Aliens would have been a preposterous explanation, but she still couldn’t look away.
The physical sensation of Maxwell watching her was unavoidable too. His calculating silver gaze elicited another flash of tingling heat in her cheeks as she took two small, staggering steps forward, her eyes glued to that blinding light.
She felt him watching her. Wondering at her reaction. His concern that she knew something he did not and might not reveal any of it to him before they headed in to join their operatives in breaking up Eduardo’s siege.
What was she supposed to tell him, if she could even bring herself to speak right now?
That whatever that blazing column of burning-white light was, it called to her, drawing her to it like a moth to the fucking flame? That something inside that deadly vortex of concentrated magic felt more familiar than anything she’d encountered in this world over multiple centuries?

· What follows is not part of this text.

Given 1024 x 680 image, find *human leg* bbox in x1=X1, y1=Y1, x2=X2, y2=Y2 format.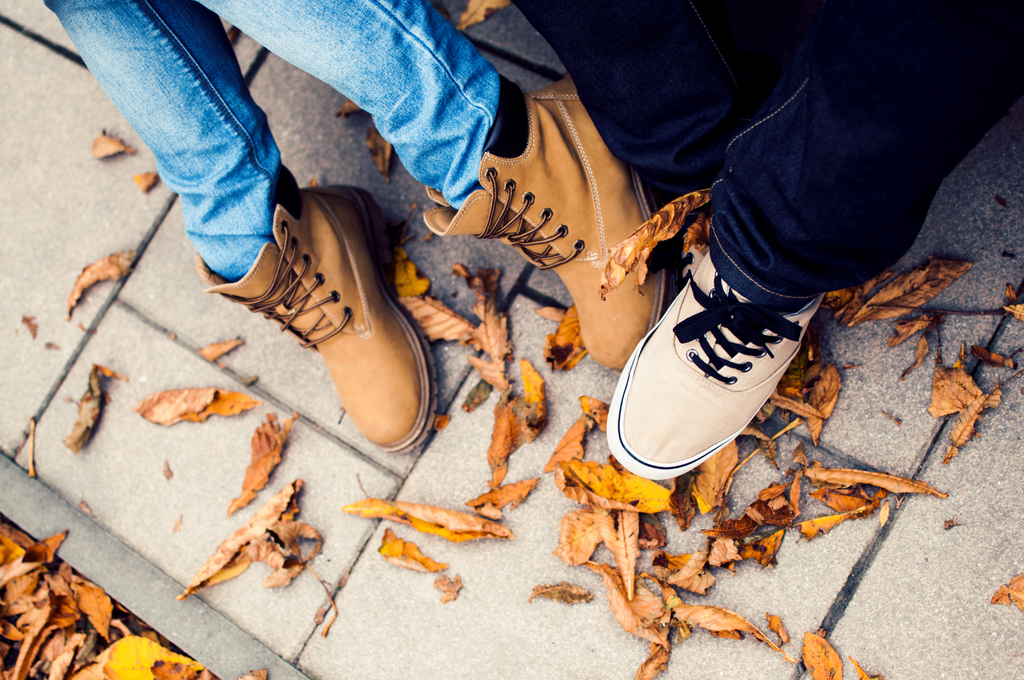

That she had no idea exactly what it was—the most concentrated, fearful, awful power she’d felt on Earth that didn’t come from her?
She could see nothing but the blazing light from this distance. All she knew was what she felt, nothing else.
How did she explain that to anyone, even to Maxwell? Even through their connection?
The next second, all thoughts of the shifter, of their operatives moving in around the compound’s perimeter, of Eduardo and his griybreki horde throwing everything they had at Shade’s home—all of it disappeared.
Rebecca floated forward down the dirt road, leaving everything else behind, aware only of the power she felt from that burning-white light and her certainty that whatever existed at its center was terrible and incredible and that she had to get there…
“Rebecca.”
If her name on Maxwell’s lips hadn’t already stopped her in her tracks, the warm weight of his hand settling on the back of her arm certainly would have. As soon as she remembered she wasn’t alone, sensation and awareness all crashed back into her.
Including everything she felt radiating off the shifter in waves, pulsing into her as if they were her emotions and reactions instead. His curiosity and confusion mixed together in a heavy blur. His concern for her, tampered as it was by a different sort of confusion and a little fear.
He had to be feeling her attraction to that glowing thing at the center of so much blinding white light. He had no idea what it was. Neither did she. But now that he felt what flowed through Rebecca, a good deal of his confusion and hesitation must have stemmed from his own residual attraction to that same light.
Whether he realized it came straight from Rebecca or he harbored his own shifter’s curiosity of it as well.
She didn’t shrug away from beneath his hand, and he didn’t remove it yet. The question he once might have voiced but no longer needed to hung in the air between them, flavored by the even stronger sentiment their strange connection revealed.
He didn’t want her to walk headfirst into that magical storm all on her own, especially when neither of them knew what it was.
“If I could name it,” she murmured, “I would. It’s not Eduardo. That’s all I can tell you.”
“It won’t hold—”
“It’ll hold long enough.”
With great effort, Rebecca tore her gaze away from the roiling mass of storming white magical energy and looked up at him again. The tingling surge of their connection—still always strengthened somehow by gazing into the shifter’s glowing silver eyes—now felt like a welcome relief compared to the intensity of staring at that burning storm and the way it captivated her.
“And I’ll be there to hold back the worst of it when that thing finally goes off,” she added. “Because you were right. It will.”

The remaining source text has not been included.